Weekend Gold Coast Bulletin

BIKIES’ TINDER FLAMES

- EMILY HALLORAN, PAUL WESTON, CHRIS MCMAHON

BIKIES are brazenly flaunting their colours on Tinder in an attempt to woo potential partners, but they may be getting more than they bargained for.

Police intelligen­ce officers are trawling Tinder and other social media platforms to identify bikies in the ongoing war against outlawed gangs.

A bikie source says the gang members are lulling women into a false sense of security before getting them to sell drugs – or themselves.

After the introducti­on in 2013 of the tough Vicious Lawless Associatio­n Disestabli­shment laws that forced bikies undergroun­d, police have had to become more creative in the way they identify who is in the gangs, with bikies no longer allowed to wear their colours in public.

This still applies, even though the VLAD laws were replaced with new laws in 2016.

The Bulletin has found members of the Mongols and Odin’s Warriors looking for love on Tinder across the Gold Coast and northern NSW.

Posing with other members of the gangs in what look like clubhouses, or with their motorbikes, the would-be suitors appear to be using the fact that they are bikies as a way to attract potential “right swipes’’ on the dating app.

A police source said intelligen­ce officers were aware of the bikies and actively searched Tinder to find informatio­n on the gangs.

“We have a range of covert strategies to catch these people … Tinder is definitely one of the platforms we use,” the source said.

Another police source said they had become adept at tracking down bikies on social media, so much so that the gangs had demanded members shut down their accounts.

A bikie source said Tinder was used by gangs to entice young Gold Coast women, before they were recruited for the drug trade and sex traffickin­g.

Bikies focused on attractive young Coast women aged between 18 and 24. The oldest female recruit was 27. “They use Tinder for sex traffickin­g,” the source said. “They especially hit Tinder before the music festivals here and Schoolies.
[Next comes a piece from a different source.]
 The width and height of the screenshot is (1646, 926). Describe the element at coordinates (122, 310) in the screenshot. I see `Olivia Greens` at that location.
They meet these girls first for a coffee. They get the girls into drug addiction, then they get them into drug rings.

“A guy will present himself on Tinder. He’s big, all buffed up, steroid bloke. They get them in two days. They have them on drugs. They say ‘you owe us’. If they don’t pay, they get smashed in the face. Or they tell them ‘we will kill your family’. They get very scared. It’s not complicate­d.
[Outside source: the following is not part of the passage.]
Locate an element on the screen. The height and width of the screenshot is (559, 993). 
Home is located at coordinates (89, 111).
“They need good-looking girls. They need girls who will attract money. They use them to sell drugs. You will see them all dressed up at a shopping centre. But 150m away are two tough-looking blokes.
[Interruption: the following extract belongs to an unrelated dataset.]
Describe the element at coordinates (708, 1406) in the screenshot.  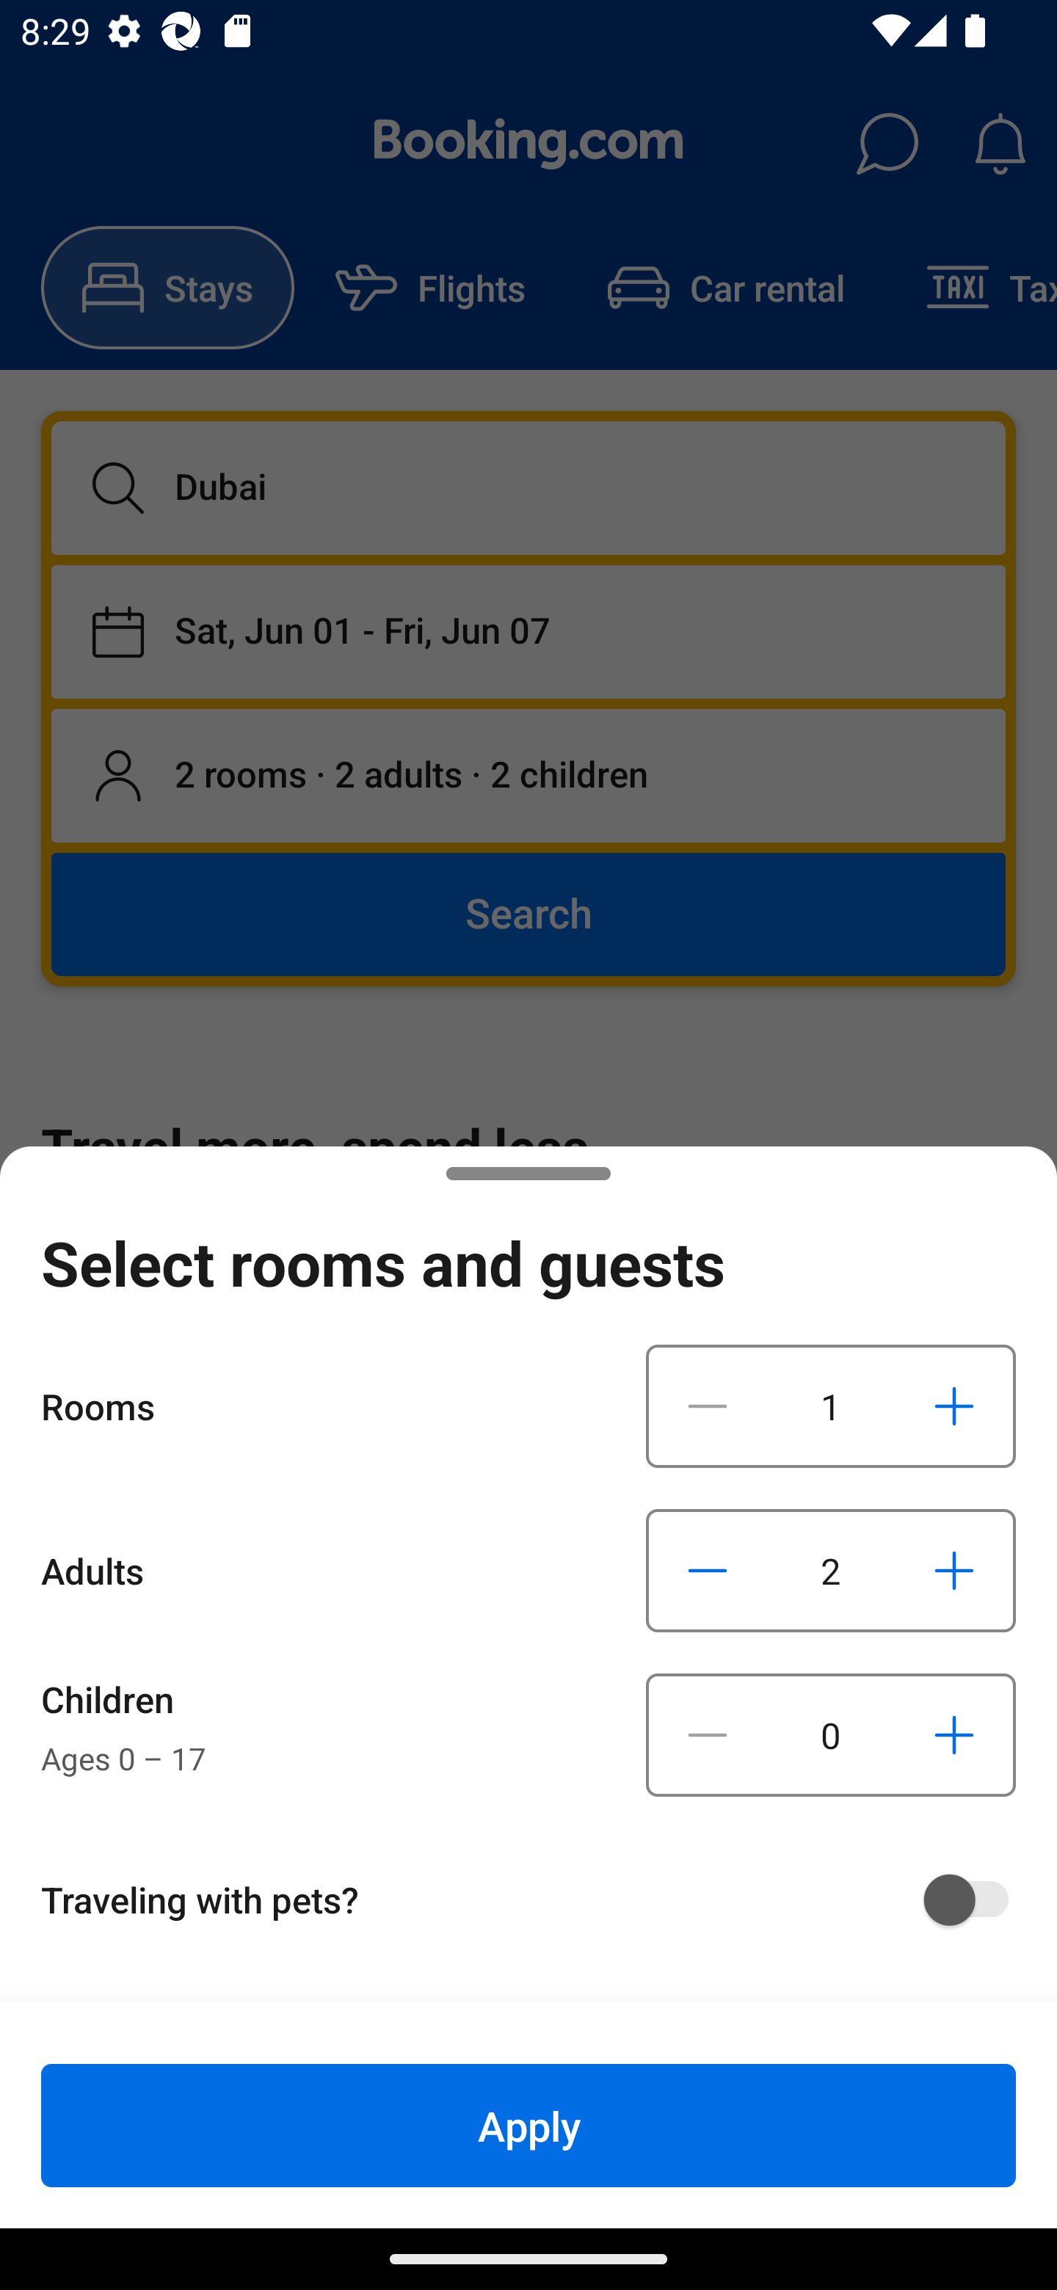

“This all starts out with a young girl looking for … love. Queensland is the worst for this. And the Gold Coast is a money maker. The girls use ice – not the bikies, they use other drugs – and that’s why we have an ice epidemic here.”

Detective Inspector Glenn Donaldson of the Major and Organised Crime Squad said police were on the pulse of the social media movements of bikies while warning women on Tinder to stay away from members of the gangs.